I made my first real Git commit's and push tonight. And I made it as a contribution to Git#. I had a great time, making a test fixture of 5 tests pass.

lördag, maj 17, 2008

NUnit runners with memory leak, and the solution

I found amazingly few references to people having problem with the NUnit test runners. We came to a point where the the NUnit test runners consumed over one gigabyte of memory and the same tests run from Resharpers test runner from inside Visual Studio would only consume about 250 megabyte of memory. I also found that the memory was not released between assemblies if you run a NUnit project file with multiple assemblies.

The problem was that a reference to each TestFixture decorated class was kept in the result even if it was unnecessary. Or to be more specific, the Fixture part of the result released it's reference to the tested Fixture class after TestFixtureTearDown, but the TestMethod in the result kept a reference to the very same Fixture...To find out about this I used a nice memory profiler, SciTech's .NET Memory Profiler

I posted a patch to the NUnit project on SourceForge. With this patch the nunit-console test runner use about the same amount of memory as the Resharper one, and I suppose this would be the case for the GUI one too, since this was a change in the core.

onsdag, november 07, 2007

Switch between VS 2005 and VS 2008

I have made two small scripts that make it possible to develop using Visual Studio 2008 Beta 2 in a group using Visual Studio 2005.
And I'm sure these scrips could be very usefull if you want to make some other batch search replace on some files.

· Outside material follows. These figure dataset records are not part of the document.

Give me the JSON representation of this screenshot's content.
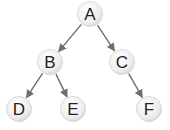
{
  "diagram": {
    "type": "binary-tree",
    "nodes": [
      {
        "id": "A",
        "label": "A",
        "x": 90,
        "y": 14
      },
      {
        "id": "B",
        "label": "B",
        "x": 50,
        "y": 62
      },
      {
        "id": "C",
        "label": "C",
        "x": 122,
        "y": 62
      },
      {
        "id": "D",
        "label": "D",
        "x": 19,
        "y": 109
      },
      {
        "id": "E",
        "label": "E",
        "x": 73,
        "y": 109
      },
      {
        "id": "F",
        "label": "F",
        "x": 149,
        "y": 109
      }
    ],
    "edges": [
      {
        "from": "A",
        "to": "B"
      },
      {
        "from": "A",
        "to": "C"
      },
      {
        "from": "B",
        "to": "D"
      },
      {
        "from": "B",
        "to": "E"
      },
      {
        "from": "C",
        "to": "F"
      }
    ],
    "colors": {
      "edge": "#6e6e6e",
      "node_fill": "#ececec",
      "node_edge": "#d0d0d0"
    }
  }
}
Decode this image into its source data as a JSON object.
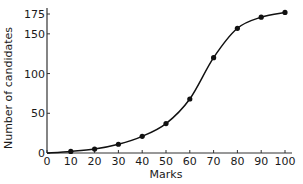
{
  "chart_data": {
    "type": "line",
    "title": "",
    "xlabel": "Marks",
    "ylabel": "Number of candidates",
    "x": [
      0,
      10,
      20,
      30,
      40,
      50,
      60,
      70,
      80,
      90,
      100
    ],
    "series": [
      {
        "name": "Cumulative frequency",
        "values": [
          0,
          2,
          5,
          11,
          21,
          37,
          68,
          120,
          157,
          171,
          177
        ],
        "markers": [
          false,
          true,
          true,
          true,
          true,
          true,
          true,
          true,
          true,
          true,
          true
        ]
      }
    ],
    "xticks": [
      0,
      10,
      20,
      30,
      40,
      50,
      60,
      70,
      80,
      90,
      100
    ],
    "yticks": [
      0,
      50,
      100,
      150,
      175
    ],
    "xlim": [
      0,
      100
    ],
    "ylim": [
      0,
      175
    ],
    "grid": false,
    "legend": null,
    "colors": {
      "line": "#111111",
      "axis": "#333333",
      "text": "#1a1a1a"
    }
  }
}
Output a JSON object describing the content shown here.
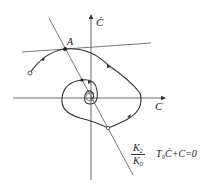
{
  "diagram": {
    "type": "phase-plane",
    "axes": {
      "x_label": "C",
      "y_label": "Ċ"
    },
    "points": [
      {
        "label": "A"
      }
    ],
    "annotations": {
      "fraction_numerator": "K₂",
      "fraction_denominator": "K₀",
      "equation": "T₀Ċ+C=0"
    },
    "colors": {
      "line": "#333333",
      "background": "#ffffff"
    }
  }
}
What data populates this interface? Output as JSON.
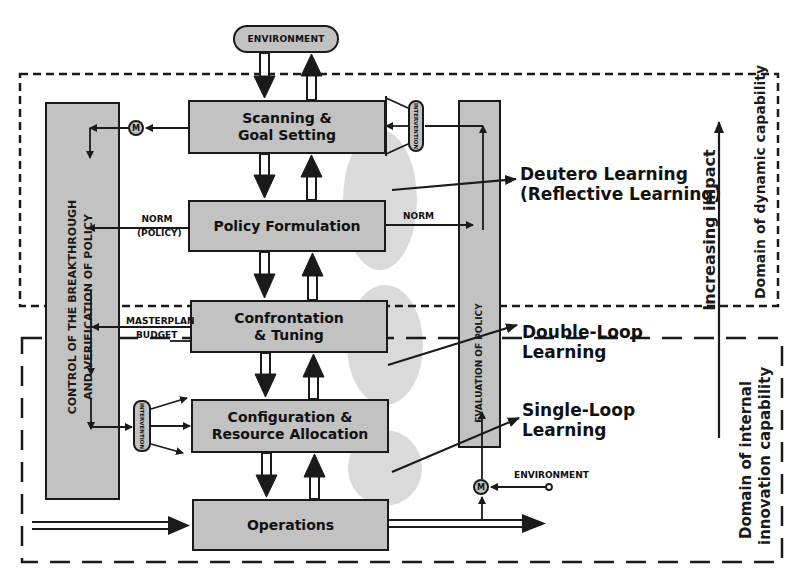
{
  "diagram": {
    "type": "process-flow / learning-loops",
    "environment_top": "ENVIRONMENT",
    "environment_bottom": "ENVIRONMENT",
    "stages": [
      {
        "id": "scanning",
        "label": "Scanning &\nGoal Setting"
      },
      {
        "id": "policy",
        "label": "Policy Formulation"
      },
      {
        "id": "confrontation",
        "label": "Confrontation\n& Tuning"
      },
      {
        "id": "configuration",
        "label": "Configuration &\nResource Allocation"
      },
      {
        "id": "operations",
        "label": "Operations"
      }
    ],
    "control_column": {
      "label_line1": "CONTROL OF THE BREAKTHROUGH",
      "label_line2": "AND VERIFICATION OF POLICY"
    },
    "evaluation_column": {
      "label": "EVALUATION OF POLICY"
    },
    "intervention_label": "INTERVENTION",
    "monitor_label": "M",
    "flow_labels": {
      "norm_policy_line1": "NORM",
      "norm_policy_line2": "(POLICY)",
      "norm_right": "NORM",
      "masterplan": "MASTERPLAN",
      "budget": "BUDGET"
    },
    "learning_types": [
      {
        "line1": "Deutero Learning",
        "line2": "(Reflective Learning)"
      },
      {
        "line1": "Double-Loop",
        "line2": "Learning"
      },
      {
        "line1": "Single-Loop",
        "line2": "Learning"
      }
    ],
    "impact_axis_label": "Increasing impact",
    "domains": {
      "dynamic": "Domain of dynamic capability",
      "internal_line1": "Domain of internal",
      "internal_line2": "innovation capability"
    },
    "colors": {
      "box_fill": "#c2c2c2",
      "ellipse_fill": "#dadada",
      "stroke": "#1a1a1a"
    }
  }
}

Surely my scrips don't cover all solution files but I'm sure you could modify them to cover your solutions.
As a base I use RxFind a regular expression search and replace, command line tool I found at CodePlex. To make it more usefull for this case I made a couple of small modifications.
I added the possiblity to take the search and replace expressions from an input file. This makes it easier to handle line breaks and "-characters in the expressions. When you avoid a few of the escape characters, it is much easier to read.

Use it like this.
  • Modify the file name and path in the first rows of the batch files.
  • Open your Visual Studio 2005 solution that should be under version control., in Visual Studio 2008 (Beta 2)
  • Let the conversion wizard do it's job.
  • Let your version control system show which files where modified
  • Try to run: "first time to2005.bat"
  • In the ideal world the solution should now not contain any modifications and it should be possible to open it in VS 2005 like before.
  • Run to2008.bat, it should now be possible to open the solution in VS 2008.
  • Run to2005.bat, if there are some modifications you want to commit, do so.
Runing this back and forth, I found a few small changes that I wanted to do in the project files. Changes that should be there in both the 2005 and the 2008 version of the files.

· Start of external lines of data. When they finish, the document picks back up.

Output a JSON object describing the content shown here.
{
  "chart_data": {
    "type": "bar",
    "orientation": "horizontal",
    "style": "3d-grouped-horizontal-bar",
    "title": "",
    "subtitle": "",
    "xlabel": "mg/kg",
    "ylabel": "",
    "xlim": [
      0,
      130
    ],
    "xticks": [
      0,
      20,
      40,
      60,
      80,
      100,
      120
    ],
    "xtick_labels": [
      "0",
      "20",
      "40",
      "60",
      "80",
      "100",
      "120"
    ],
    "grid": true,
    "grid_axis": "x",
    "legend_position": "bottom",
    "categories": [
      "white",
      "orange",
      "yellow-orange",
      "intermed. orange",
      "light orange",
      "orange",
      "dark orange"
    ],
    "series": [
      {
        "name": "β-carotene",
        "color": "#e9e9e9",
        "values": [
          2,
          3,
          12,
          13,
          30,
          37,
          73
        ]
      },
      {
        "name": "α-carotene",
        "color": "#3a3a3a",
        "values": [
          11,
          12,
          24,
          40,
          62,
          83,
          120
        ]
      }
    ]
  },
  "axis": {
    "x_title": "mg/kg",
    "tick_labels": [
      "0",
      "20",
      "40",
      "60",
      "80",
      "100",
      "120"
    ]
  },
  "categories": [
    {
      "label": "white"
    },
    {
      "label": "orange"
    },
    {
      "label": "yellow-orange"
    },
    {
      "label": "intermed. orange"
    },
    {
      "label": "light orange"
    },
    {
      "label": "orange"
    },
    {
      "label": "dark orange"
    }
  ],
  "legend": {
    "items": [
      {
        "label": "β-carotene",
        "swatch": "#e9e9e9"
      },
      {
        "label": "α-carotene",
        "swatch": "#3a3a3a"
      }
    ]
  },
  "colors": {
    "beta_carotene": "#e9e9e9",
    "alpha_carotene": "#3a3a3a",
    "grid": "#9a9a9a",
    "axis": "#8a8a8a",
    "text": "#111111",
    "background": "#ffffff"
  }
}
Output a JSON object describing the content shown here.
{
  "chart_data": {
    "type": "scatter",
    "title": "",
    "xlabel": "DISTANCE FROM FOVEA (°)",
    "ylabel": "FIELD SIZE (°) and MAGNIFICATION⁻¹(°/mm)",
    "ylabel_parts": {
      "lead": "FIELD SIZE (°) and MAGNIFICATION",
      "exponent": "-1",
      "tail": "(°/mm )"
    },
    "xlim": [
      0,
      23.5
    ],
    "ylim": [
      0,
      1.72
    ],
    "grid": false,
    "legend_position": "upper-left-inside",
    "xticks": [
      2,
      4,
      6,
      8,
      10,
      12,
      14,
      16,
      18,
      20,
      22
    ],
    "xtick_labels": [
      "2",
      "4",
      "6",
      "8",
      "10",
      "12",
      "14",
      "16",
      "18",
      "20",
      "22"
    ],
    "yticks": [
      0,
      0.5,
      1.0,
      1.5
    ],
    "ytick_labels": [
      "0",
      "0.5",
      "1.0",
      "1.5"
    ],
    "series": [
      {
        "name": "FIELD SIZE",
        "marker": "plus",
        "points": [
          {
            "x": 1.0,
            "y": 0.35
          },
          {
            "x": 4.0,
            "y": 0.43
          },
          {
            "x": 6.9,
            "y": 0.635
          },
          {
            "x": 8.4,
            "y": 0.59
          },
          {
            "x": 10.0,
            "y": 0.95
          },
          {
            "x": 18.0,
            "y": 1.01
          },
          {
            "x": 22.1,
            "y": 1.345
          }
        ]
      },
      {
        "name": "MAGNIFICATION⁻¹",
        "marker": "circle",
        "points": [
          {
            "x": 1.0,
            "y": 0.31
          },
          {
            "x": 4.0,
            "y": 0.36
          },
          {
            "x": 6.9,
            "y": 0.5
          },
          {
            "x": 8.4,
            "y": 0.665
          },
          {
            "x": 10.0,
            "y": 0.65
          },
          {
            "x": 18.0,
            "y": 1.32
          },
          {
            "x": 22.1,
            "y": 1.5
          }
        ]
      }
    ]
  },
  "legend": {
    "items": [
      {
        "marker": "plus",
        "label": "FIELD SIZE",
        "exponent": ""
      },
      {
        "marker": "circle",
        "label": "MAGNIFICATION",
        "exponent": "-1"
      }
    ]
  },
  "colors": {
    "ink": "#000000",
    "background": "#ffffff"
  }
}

* If my script and your modifications work you should be able to work like this, using subversion/cvs terminology:

10 Checkout
15 run to2008.bat
20 Use the project in VS 2008
30 Make updates and so on
40 Run to2005.bat build and run the tests (I do this from the command line)
50 commit
60 Goto 15 ;o)

BTW The script are made for C# but could probably be modified for VB very easily, if there are some real VB-hacker out there...
If you have spaces in your solution file name or in the path where you put your tool, you would have to add a few "" in the batch file, but since i didn't need it. I leave it as an exercise for the reader.
One of the benefits I get out of this is that I can avoid conflicts between my favorite VS add in for C++(Visual Assist) which I use in VS 2005 and my favorite/current VS add in for C# (ReSharper) that I use in VS 2008.

Download scripts

Download updated source for RxFind

söndag, maj 06, 2007

Mono - Silverlight

I have signed up to two Google groups and one mail list today, with the intent to join the development of a Mono version of Silverlight with the cool name: Moonlight.

For a "Windows developer" like myself it would feel much more familiar to start develop a web application using what I call Silverlight .NET (Silverlight 1.1 Alpha with a CLR), than to use the more traditional web application frameworks. It's more or less just like building a WPF application. You even have isolated storage.

Why should I contribute to the Moonlight development:
  • I really like the WPF design,
  • The world needs Silverlight for Linux.
  • I am curios to, how the collaboration in such an ambitious open source project as Mono works.
  • What better way to really learn the fundamentals of WPF?
BTW: I just love one idea from the Silverlight team, which would also be great in Compact Framework: Pay for play: They build a small core, with everything unnecessary stripped out, and if you miss something, you should be able to add it, and pay the price. So you don't have to yell out: WHY DID THEY STRIPP THAT OUT!